Associations between vaccine breakthrough cases and infection by SARS coronavirus 2 (SARS-CoV-2) variants have remained largely unexplored. Here we analyzed SARS-CoV-2 whole-genome sequences and viral loads from 1,373 persons with COVID-19 from the San Francisco Bay Area from February 1 to June 30, 2021, of which 125 (9.1%) were vaccine breakthrough infections. Fully vaccinated were more likely than unvaccinated persons to be infected by variants carrying mutations associated with decreased antibody neutralization (L452R, L452Q, E484K, and/or F490S) (78% versus 48%, p = 1.96e-08), but not by those associated with increased infectivity only (N501Y) (85% versus 77%, p = 0.092). Differences in viral loads were non-significant between unvaccinated and fully vaccinated persons overall (p = 0.99) and according to lineage (p = 0.09 - 0.78).
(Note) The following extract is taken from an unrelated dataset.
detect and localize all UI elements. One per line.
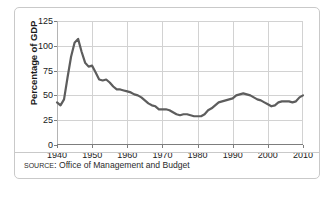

Viral loads were significantly higher in symptomatic as compared to asymptomatic vaccine breakthrough cases (p < 0.0001), and symptomatic vaccine breakthrough infections had similar viral loads to unvaccinated infections (p = 0.64). In 5 cases with available longitudinal samples for serologic analyses, vaccine breakthrough infections were found to be associated with low or undetectable neutralizing antibody levels attributable to immunocompromised state or infection by an antibody-resistant lineage. Taken together, our results suggest that vaccine breakthrough infecions are overrepresnted by circulating antibody-resistant SARS-CoV-2 variants, and that symptomatic breakthrough infections may potentially transmit COVID-19 as efficiently as unvaccinated infections, regardless of the infecting lineage.

5.
Preprint em Inglês | medRxiv | ID: ppmedrxiv-20032334

RESUMO

An outbreak of novel betacoronavirus, SARS-CoV-2 (formerly named 2019-nCoV), began in Wuhan, China in December 2019 and the COVID-19 disease associated with infection has since spread rapidly to multiple countries. Here we report the development of SARS-CoV-2 DETECTR, a rapid ([~]30 min), low-cost, and accurate CRISPR-Cas12 based lateral flow assay for detection of SARS-CoV-2 from respiratory swab RNA extracts. We validated this method using contrived reference samples and clinical samples from infected US patients and demonstrated comparable performance to the US CDC SARS-CoV-2 real-time RT-PCR assay.